Roger Bishop Jones rbj at rbjones.com
Thu Jan 2 08:24:50 EST 2003


On Wednesday 01 January 2003  2:00 pm, Neil Tennant wrote:
> Can any fom-er throw some light on the history of a certain notation?
>
> I'll use 'E' for the existential quantifier.
>
> The notation that interests me is 'E!' often pronouned as 'E shriek'.
> The earliest use that I know of is in Russell, where it is used in
> contexts such as
>
> 	E! iota x F(x)
>
> which means "The F exists", or
>
> 	E! alpha
>
> which means "(The set) alpha is non-empty".
>
> (See his 'On Denoting', in ed. Marsh, Logic and Knowledge, at p.93 and
> p.91 respectively.)
>
> It is clear that, for Russell, 'E!' is a predicate, in that it is
> completed by a name (or, more generally, a singular term) to form a
> sentence. Note that in the context 'E! iota x F(x)', it is 'iota', not
> 'E!', which binds the variable x. The expression 'iota x F(x)' is (of the
> category of) a singular term.

The paper you are quoting from is not "On denoting",
which makes no use of these symbols, but "Mathematical Logic
as based on the Theory of Types".

You have conflated two different notations used in that paper
and in Principia Mathematica.
A rotated E followed by ! is indeed used as if it were a predicate,
but this has nothing to do with uniqueness and little to do
with existence, since it predicates (as you say) non-emptyness.

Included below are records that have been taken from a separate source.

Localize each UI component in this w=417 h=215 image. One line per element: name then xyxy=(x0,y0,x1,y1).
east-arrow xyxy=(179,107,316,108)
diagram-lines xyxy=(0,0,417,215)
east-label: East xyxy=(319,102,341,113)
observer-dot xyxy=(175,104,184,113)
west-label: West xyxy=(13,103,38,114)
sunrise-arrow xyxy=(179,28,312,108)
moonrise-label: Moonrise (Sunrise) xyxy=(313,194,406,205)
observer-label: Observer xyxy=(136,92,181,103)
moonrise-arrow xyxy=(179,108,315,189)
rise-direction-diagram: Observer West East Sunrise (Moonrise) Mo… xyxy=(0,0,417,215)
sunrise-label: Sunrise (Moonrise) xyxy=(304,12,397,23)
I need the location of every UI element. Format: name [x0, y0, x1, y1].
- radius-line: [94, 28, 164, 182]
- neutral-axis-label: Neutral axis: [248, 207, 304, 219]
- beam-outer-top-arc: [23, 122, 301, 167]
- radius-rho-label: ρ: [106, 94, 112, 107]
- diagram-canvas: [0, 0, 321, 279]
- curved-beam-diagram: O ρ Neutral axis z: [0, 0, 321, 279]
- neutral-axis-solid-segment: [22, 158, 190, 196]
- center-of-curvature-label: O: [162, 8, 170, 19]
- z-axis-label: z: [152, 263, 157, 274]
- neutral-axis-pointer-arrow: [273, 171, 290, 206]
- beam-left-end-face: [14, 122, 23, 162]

Russell also uses the notation "E!" literally, without rotating the E
which he defines only (so far as I can see) when applied to a
definite description.
This is the one which is close to unique existential quantification,
but surely an important purpose of Russell's theory of descriptions
is to avoid the difficulties which arise if existence is treated as a
predicate.
His definition makes no sense if E! is applied to arbitrary objects
and it must surely be regarded not as a predicate but as an 
"incomplete symbol", which has no meaning in itself.

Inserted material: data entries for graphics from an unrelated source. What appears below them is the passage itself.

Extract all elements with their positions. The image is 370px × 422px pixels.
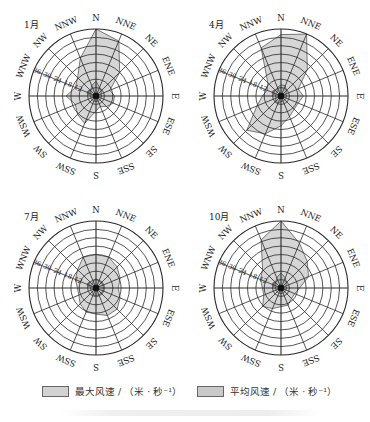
direction-label-n: N [277,13,285,23]
direction-label-ssw: SSW [240,160,263,177]
direction-label-sw: SW [217,335,235,353]
radial-tick-label: 30 [227,262,238,273]
center-hub [93,285,99,291]
radial-tick-label: 18 [63,79,74,90]
direction-label-sw: SW [32,335,50,353]
direction-label-wsw: WSW [14,305,32,331]
radial-tick-label: 24 [52,267,63,278]
direction-label-ne: NE [328,32,345,49]
panel-month-label: 7月 [24,212,39,222]
radial-tick-label: 36 [217,66,228,77]
radial-tick-label: 36 [217,258,228,269]
wind-rose-jul: NNNENEENEEESESESSESSSWSWWSWWWNWNWNNW6121… [13,205,180,372]
radial-tick-label: 36 [32,66,43,77]
radial-tick-label: 18 [248,79,259,90]
direction-label-ese: ESE [345,308,361,329]
legend-item-avg-speed: 平均风速 / （米 · 秒⁻¹） [197,384,337,398]
panel-month-label: 4月 [209,20,224,30]
direction-label-se: SE [144,336,160,352]
direction-label-ne: NE [143,224,160,241]
direction-label-sse: SSE [116,161,136,177]
caption-faint [60,410,320,416]
direction-label-ne: NE [328,224,345,241]
radial-tick-label: 36 [32,258,43,269]
direction-label-nnw: NNW [53,14,79,32]
direction-label-wnw: WNW [14,52,33,79]
direction-label-nw: NW [216,31,235,50]
center-hub [93,93,99,99]
radial-tick-label: 24 [237,75,248,86]
direction-label-se: SE [144,144,160,160]
wind-rose-figure: NNNENEENEEESESESSESSSWSWWSWWWNWNWNNW6121… [0,0,370,422]
radial-tick-label: 24 [52,75,63,86]
direction-label-ese: ESE [160,116,176,137]
legend-label-avg: 平均风速 / （米 · 秒⁻¹） [230,384,337,398]
direction-label-ese: ESE [160,308,176,329]
direction-label-ene: ENE [160,55,177,77]
legend-label-max: 最大风速 / （米 · 秒⁻¹） [75,384,182,398]
direction-label-nnw: NNW [53,206,79,224]
wind-rose-oct: NNNENEENEEESESESSESSSWSWWSWWWNWNWNNW6121… [198,205,365,372]
direction-label-sse: SSE [116,353,136,369]
direction-label-e: E [170,285,180,291]
direction-label-s: S [93,362,99,372]
direction-label-wnw: WNW [14,244,33,271]
direction-label-s: S [278,170,284,180]
radial-tick-label: 18 [248,271,259,282]
radial-tick-label: 24 [237,267,248,278]
wind-rose-apr: NNNENEENEEESESESSESSSWSWWSWWWNWNWNNW6121… [198,13,365,180]
direction-label-ne: NE [143,32,160,49]
direction-label-ene: ENE [345,55,362,77]
direction-label-w: W [13,91,23,100]
direction-label-nnw: NNW [238,14,264,32]
direction-label-nne: NNE [114,15,137,32]
direction-label-nne: NNE [114,207,137,224]
direction-label-se: SE [329,144,345,160]
direction-label-ssw: SSW [55,352,78,369]
direction-label-sw: SW [217,143,235,161]
radial-tick-label: 30 [42,70,53,81]
radial-tick-label: 30 [42,262,53,273]
direction-label-ene: ENE [345,247,362,269]
legend: 最大风速 / （米 · 秒⁻¹） 平均风速 / （米 · 秒⁻¹） [0,384,370,404]
panel-month-label: 1月 [24,20,39,30]
direction-label-ssw: SSW [240,352,263,369]
direction-label-se: SE [329,336,345,352]
direction-label-sse: SSE [301,161,321,177]
direction-label-sw: SW [32,143,50,161]
direction-label-nw: NW [216,223,235,242]
direction-label-n: N [92,205,100,215]
radial-tick-label: 30 [227,70,238,81]
direction-label-ene: ENE [160,247,177,269]
direction-label-e: E [170,93,180,99]
panel-month-label: 10月 [209,212,229,222]
direction-label-s: S [93,170,99,180]
radial-tick-label: 18 [63,271,74,282]
direction-label-w: W [13,283,23,292]
direction-label-w: W [198,91,208,100]
direction-label-e: E [355,285,365,291]
direction-label-n: N [92,13,100,23]
direction-label-nne: NNE [299,207,322,224]
direction-label-wnw: WNW [199,244,218,271]
direction-label-s: S [278,362,284,372]
direction-label-nne: NNE [299,15,322,32]
direction-label-nw: NW [31,223,50,242]
direction-label-nw: NW [31,31,50,50]
direction-label-wsw: WSW [199,305,217,331]
direction-label-nnw: NNW [238,206,264,224]
legend-item-max-speed: 最大风速 / （米 · 秒⁻¹） [42,384,182,398]
direction-label-w: W [198,283,208,292]
direction-label-ssw: SSW [55,160,78,177]
direction-label-wsw: WSW [199,113,217,139]
direction-label-n: N [277,205,285,215]
direction-label-sse: SSE [301,353,321,369]
direction-label-ese: ESE [345,116,361,137]
avg-speed-swatch [197,386,224,397]
direction-label-e: E [355,93,365,99]
max-speed-swatch [42,386,69,397]
direction-label-wsw: WSW [14,113,32,139]
wind-rose-jan: NNNENEENEEESESESSESSSWSWWSWWWNWNWNNW6121… [13,13,180,180]
center-hub [278,93,284,99]
center-hub [278,285,284,291]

> But there is a modern usage according to which 'E!' is a quantifier, and
> directly binds variabls; more specifically, it is the uniqueness
> quantifier. On this reading,
>
> 	E! x F(x)
>
> means "There is exactly one x such that F(x)". So here 'E!' is completed
> by a predicate to form a sentence, as indicated by the variable-binding.
>
> What I would like to know is the provenance of this modern usage. 

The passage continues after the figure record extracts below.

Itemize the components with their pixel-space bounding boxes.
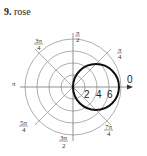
svg-text:2: 2 <box>62 142 66 150</box>
angle-label-pi-over-2: π 2 <box>75 29 80 44</box>
angle-label-7pi-over-4: 7π 4 <box>104 123 113 138</box>
ring-label-4: 4 <box>96 89 102 100</box>
angle-label-5pi-over-4: 5π 4 <box>19 119 28 134</box>
polar-graph: 2 4 6 0 π π 2 π 4 3π 4 5π 4 3π 2 7π 4 <box>0 0 147 156</box>
angle-label-pi: π <box>12 80 16 88</box>
svg-text:4: 4 <box>37 44 41 52</box>
svg-text:2: 2 <box>76 36 80 44</box>
svg-text:4: 4 <box>22 126 26 134</box>
angle-label-pi-over-4: π 4 <box>117 46 122 61</box>
ring-label-2: 2 <box>84 89 90 100</box>
svg-text:4: 4 <box>107 130 111 138</box>
svg-text:4: 4 <box>118 53 122 61</box>
pole <box>72 86 75 89</box>
angle-label-3pi-over-2: 3π 2 <box>59 134 68 150</box>
polar-axis-arrow-icon <box>127 85 133 90</box>
ring-label-6: 6 <box>107 89 113 100</box>
angle-label-0: 0 <box>127 74 133 85</box>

I don't think I can say much about the provenance, but I observe that:

1. the use of "!" is prefered over "subscript 1" in mechanised proof systems 
simply because it is an ascii character.

2. in languages such as HOL (a mechanised derivative of Church's STT)
"E!" is used and is both a quantifier and a predicate.
In HOL:

	(E! x. p x) = ($E!) (lambda x. p x)

(where the $ is used to override the syntactic status of E! as
a variable binder and allow it to be used as a predicate).

So distinguishing between the predicate and the quantifier
in the way you suggest doesn't make sense in general.